Film
Boys from County Hell is a Fun, Clever Take on Established Vampire Mythology
Chris Baugh’s latest film doesn’t break from horror-comedy expectations but sinks its beer-soaked teeth into a fresh take on vampire lore.
Boys from County Hell Review
Every time there’s a movie with a familiar type of monster – zombies, vampires, werewolves, etc – a laundry list of rules immediately manifest based on every other presentation of the creatures. While there can be slight variations, it’s rare to see a film like Boys from County Hell mine an alternative source altogether and completely upend the expectations of the monster itself. Yet it does, as Chris Baugh’s latest film presents the myth of a vampire that contrasts greatly with the legendary creature’s commonly adapted traits of Bram Stoker’s version. In pulling from the legend of Abhartach, Boys from County Hell remains invigorating and fun even as it walks a similar path as other horror comedies.
The small Irish town of Six Mile Hill is boring. The residents live quiet lives doing road work, tending to the town’s few needs, and keeping themselves entertained at The Stoker – the local pub that brings tourists in to find out more about the legend of Bram Stoker’s Dracula. Supposedly the town’s local legend is where Stoker got the idea for Dracula, ultimately creating one of the most infamous monsters in the history of horror. Of course, it’s just a bunch of hogwash to most, but superstition takes hold when the pile of rocks set to serve as the grave of the vampire of legend is destroyed to make way for a highway bypass.
Much of Boys from County Hell is actually ruminating on the ways in which people end up trapped in the same cycles until ambition falls to the wayside and they accept their final resting place. Small towns are their own kind of parasite, and Baugh conveys that with Eugene (Jack Rowan) and William’s (Fra Fee) opposing lifestyles. It’s either stays in Six Mile Hill too long to do anything greater with your life, as seems to be Eugene’s destiny or prepare to pack up your bags and just leave for anywhere else like William. When Abhartach’s final resting place is disturbed and people start turning into blood-sucking creatures, it’s clear that even Eugene will have to step up and do something if he wants to keep his life.
With the help of his father, Francie (Nigel O’Neill), and his friends Claire (Louisa Harland) and SP (Michael Hough), the group is forced to band together and try and protect Six Mile Hill from a vampire that does not adhere to the rules that vampires are known to follow. Constantly cracking open a tallboy to dull the senses and scouring their respective knowledge of vampire mythology, there are a lot of obvious similarities to 2004’s Shaun of the Dead – a film where drunken camaraderie in the face of impending doom is just the surface of its appeal. In the case of Boys from County Hell, there’s not much more to examine as most of its emotional beats are par for the course for this type of small-town horror.
Even fantastic performances from most of the cast can’t help Baugh’s screenplay from retreading familiar tropes. John Lynch’s emotional delivery of a father wrestling with his son becoming a vampire is old hat at this point, and Rowan’s performance as Eugene is just fun enough to make up for the fact that his character’s biggest development is he starts to care a little more for his town after it’s threatened and he loses many people closest to him. Most noteworthy is Harland as Claire who balances being humorous, proactive, and compassionate in equal measure, but she is largely mixed in with many of the other side characters as Eugene takes center stage.
Regardless of the screenplay’s shortcomings, there’s still a lot of fun to be had with Boys from County Hell. Like any horror-comedy, there’s a lot of violence for comedy’s sake, but it’s the reactions and attitudes of those involved that sell it. Combined with some incredible gore and practical effects, horror fans will be easily satiated with a lot of the ways Baugh prods at expectations, delivers the goods, and then subverts them through a uniquely Irish vampire legend. The specific attempts at comedy help keep a healthy buzz going throughout the violence as the plot meanders between different stabs at killing the malevolent force taking over the town.
As far as horror comedies go, Boys from County Hell is one of the better ones because it isn’t just making fun of typical horror beats – it’s poking fun at them and questioning the reason they are tropes. Though it shares a lot of the same DNA as fellow brethren in the genre – almost to a fault – it’s hard not to be entertained watching small-town folks drunkenly attempt to thwart a vampire. Harrowing as their predicament may be, there’s something admirable about those seemingly destined to do nothing then rising above expectations. Boys from County Hell manages to be the entertaining horror film it sets out to be while invigorating itself with a refreshing take on vampire mythology.
Nina
April 30, 2021 at 4:18 pm
“Much of Boys from County Hell is actually ruminating on the ways in which people end up trapped in the same cycles until ambition falls to the wayside and they accept their final resting place”
WOW I wasn’t expecting to have a life crisis just for reading a film review. Thanks, Christopher.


__Exercise aim__:
In the records below, find the line containing "locate(x1, y1, x2, y2)." and restate it and all lines after it exactly, through the last line.

=== Data under study ===

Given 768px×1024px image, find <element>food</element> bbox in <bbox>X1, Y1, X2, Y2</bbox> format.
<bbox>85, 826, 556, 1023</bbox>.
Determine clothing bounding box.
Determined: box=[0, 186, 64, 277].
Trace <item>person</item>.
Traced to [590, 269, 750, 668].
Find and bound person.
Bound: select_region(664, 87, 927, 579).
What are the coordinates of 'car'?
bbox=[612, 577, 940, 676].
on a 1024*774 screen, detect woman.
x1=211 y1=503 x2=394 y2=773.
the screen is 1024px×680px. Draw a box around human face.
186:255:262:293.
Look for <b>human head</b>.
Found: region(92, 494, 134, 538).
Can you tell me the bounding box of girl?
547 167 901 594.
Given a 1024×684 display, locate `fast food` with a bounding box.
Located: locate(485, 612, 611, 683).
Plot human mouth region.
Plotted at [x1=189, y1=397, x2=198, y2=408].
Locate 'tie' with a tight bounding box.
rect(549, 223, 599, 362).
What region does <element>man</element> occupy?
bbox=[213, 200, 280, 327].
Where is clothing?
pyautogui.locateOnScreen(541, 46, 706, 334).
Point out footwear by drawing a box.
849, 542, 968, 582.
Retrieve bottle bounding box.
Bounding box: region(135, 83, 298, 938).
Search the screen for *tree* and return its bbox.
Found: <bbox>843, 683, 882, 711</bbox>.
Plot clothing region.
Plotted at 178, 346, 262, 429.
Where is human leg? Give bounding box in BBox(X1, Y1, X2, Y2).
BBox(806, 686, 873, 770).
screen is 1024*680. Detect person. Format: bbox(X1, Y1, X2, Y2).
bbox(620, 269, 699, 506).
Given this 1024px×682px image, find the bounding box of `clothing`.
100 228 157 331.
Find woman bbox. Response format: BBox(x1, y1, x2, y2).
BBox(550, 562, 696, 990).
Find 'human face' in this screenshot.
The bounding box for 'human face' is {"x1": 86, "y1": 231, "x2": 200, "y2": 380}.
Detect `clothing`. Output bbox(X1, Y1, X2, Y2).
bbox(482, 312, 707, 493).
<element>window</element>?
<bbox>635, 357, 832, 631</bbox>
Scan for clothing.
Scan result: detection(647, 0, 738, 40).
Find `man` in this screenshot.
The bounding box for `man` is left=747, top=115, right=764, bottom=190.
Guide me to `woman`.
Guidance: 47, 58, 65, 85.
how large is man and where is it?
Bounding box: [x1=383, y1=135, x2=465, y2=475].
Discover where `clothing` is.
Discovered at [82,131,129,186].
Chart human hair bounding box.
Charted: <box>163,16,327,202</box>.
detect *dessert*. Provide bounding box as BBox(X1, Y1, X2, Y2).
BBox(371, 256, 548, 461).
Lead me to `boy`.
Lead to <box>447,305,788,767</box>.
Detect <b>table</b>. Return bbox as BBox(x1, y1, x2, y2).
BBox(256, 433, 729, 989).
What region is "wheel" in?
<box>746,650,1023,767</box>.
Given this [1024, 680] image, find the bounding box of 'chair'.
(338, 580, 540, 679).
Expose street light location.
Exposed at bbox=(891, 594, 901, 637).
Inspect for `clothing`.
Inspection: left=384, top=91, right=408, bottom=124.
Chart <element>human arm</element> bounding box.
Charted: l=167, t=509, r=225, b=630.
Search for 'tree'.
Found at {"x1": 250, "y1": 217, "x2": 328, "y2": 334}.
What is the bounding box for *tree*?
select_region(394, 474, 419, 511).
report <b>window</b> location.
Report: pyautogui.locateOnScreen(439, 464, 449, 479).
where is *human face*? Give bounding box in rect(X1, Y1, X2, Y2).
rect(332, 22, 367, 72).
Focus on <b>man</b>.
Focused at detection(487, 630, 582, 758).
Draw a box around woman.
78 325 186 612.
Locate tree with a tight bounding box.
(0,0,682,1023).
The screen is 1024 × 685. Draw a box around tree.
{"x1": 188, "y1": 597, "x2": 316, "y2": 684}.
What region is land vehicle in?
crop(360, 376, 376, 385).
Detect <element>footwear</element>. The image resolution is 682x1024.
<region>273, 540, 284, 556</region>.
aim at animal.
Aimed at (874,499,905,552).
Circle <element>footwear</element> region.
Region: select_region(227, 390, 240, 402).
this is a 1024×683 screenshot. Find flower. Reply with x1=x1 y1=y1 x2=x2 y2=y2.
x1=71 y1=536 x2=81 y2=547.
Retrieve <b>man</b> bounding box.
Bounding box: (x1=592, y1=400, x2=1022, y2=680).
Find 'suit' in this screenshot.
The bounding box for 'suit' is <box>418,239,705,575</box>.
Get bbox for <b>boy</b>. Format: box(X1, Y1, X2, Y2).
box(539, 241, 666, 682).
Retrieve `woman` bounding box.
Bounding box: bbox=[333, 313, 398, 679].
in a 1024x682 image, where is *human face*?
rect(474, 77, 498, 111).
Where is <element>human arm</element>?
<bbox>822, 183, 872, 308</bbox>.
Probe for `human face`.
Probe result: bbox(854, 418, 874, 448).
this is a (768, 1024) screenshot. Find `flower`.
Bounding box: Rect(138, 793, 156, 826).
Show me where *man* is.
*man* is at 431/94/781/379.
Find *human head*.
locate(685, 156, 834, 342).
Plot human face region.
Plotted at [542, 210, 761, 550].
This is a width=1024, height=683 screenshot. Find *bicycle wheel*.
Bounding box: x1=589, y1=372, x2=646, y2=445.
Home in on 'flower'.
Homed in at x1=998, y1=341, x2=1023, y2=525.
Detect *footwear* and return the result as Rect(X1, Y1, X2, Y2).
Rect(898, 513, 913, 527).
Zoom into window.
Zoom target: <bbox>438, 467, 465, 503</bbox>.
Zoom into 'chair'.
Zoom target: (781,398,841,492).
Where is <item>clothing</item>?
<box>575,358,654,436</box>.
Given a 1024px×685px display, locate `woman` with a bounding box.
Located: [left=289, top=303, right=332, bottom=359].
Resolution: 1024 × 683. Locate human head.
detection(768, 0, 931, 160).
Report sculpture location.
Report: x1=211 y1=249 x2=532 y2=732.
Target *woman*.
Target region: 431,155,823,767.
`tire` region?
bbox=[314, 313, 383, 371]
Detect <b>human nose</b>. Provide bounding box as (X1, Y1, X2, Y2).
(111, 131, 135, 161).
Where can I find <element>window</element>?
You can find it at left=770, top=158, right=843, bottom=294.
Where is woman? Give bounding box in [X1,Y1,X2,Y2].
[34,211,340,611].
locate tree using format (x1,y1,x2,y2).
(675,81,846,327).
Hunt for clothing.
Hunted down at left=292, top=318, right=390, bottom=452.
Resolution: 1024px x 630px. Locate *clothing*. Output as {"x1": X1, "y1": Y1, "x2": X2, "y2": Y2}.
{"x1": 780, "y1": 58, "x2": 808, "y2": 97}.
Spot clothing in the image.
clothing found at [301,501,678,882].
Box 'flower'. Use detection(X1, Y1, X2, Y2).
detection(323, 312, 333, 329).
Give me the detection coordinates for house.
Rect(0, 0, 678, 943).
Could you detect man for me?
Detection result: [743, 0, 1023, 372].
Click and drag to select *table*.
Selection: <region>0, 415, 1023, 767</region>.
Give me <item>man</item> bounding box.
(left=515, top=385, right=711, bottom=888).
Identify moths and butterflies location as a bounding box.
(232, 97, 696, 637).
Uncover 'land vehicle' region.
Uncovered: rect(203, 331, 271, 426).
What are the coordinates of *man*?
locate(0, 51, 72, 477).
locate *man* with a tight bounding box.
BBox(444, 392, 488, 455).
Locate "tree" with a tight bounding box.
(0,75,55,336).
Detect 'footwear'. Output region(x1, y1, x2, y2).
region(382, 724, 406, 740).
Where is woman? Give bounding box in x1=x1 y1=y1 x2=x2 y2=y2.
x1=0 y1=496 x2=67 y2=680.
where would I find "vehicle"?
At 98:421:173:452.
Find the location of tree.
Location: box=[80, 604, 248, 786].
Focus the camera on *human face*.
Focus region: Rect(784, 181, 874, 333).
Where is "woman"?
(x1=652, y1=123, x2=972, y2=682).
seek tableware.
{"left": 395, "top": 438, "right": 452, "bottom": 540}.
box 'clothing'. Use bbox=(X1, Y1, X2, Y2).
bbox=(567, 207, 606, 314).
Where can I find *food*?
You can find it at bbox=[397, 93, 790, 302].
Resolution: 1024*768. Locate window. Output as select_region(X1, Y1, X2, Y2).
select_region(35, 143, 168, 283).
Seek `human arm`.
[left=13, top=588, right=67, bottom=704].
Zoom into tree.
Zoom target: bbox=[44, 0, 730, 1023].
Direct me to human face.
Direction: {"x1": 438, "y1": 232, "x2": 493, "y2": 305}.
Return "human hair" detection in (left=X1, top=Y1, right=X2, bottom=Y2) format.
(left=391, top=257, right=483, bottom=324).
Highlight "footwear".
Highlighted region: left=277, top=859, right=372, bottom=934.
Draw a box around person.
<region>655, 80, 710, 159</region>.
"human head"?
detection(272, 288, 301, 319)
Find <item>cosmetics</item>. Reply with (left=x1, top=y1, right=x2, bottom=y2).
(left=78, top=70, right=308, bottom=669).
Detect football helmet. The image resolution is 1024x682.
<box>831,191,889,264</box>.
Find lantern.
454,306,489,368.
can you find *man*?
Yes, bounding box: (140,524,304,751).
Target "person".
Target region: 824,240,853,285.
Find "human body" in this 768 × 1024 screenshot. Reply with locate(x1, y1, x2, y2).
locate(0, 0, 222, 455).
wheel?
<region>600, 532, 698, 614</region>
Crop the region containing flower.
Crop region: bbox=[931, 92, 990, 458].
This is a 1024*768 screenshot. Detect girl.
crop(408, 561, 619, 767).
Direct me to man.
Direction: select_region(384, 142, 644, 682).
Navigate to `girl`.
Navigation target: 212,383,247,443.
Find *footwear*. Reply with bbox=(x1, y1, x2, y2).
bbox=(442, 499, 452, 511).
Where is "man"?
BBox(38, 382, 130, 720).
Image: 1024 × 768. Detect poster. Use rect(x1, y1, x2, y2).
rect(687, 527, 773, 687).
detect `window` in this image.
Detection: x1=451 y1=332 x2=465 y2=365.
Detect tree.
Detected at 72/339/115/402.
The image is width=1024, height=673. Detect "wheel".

===

__Task solution__:
Find "human body" in this 768 × 1024 screenshot. Reply with locate(x1, y1, x2, y2).
locate(0, 0, 222, 455).
wheel?
<region>600, 532, 698, 614</region>
Crop the region containing flower.
Crop region: bbox=[931, 92, 990, 458].
This is a 1024*768 screenshot. Detect girl.
crop(408, 561, 619, 767).
Direct me to man.
Direction: select_region(384, 142, 644, 682).
Navigate to `girl`.
Navigation target: 212,383,247,443.
Find *footwear*. Reply with bbox=(x1, y1, x2, y2).
bbox=(442, 499, 452, 511).
Where is "man"?
BBox(38, 382, 130, 720).
Image: 1024 × 768. Detect poster. Use rect(x1, y1, x2, y2).
rect(687, 527, 773, 687).
detect `window` in this image.
Detection: x1=451 y1=332 x2=465 y2=365.
Detect tree.
Detected at 72/339/115/402.
The image is width=1024, height=673. Detect "wheel".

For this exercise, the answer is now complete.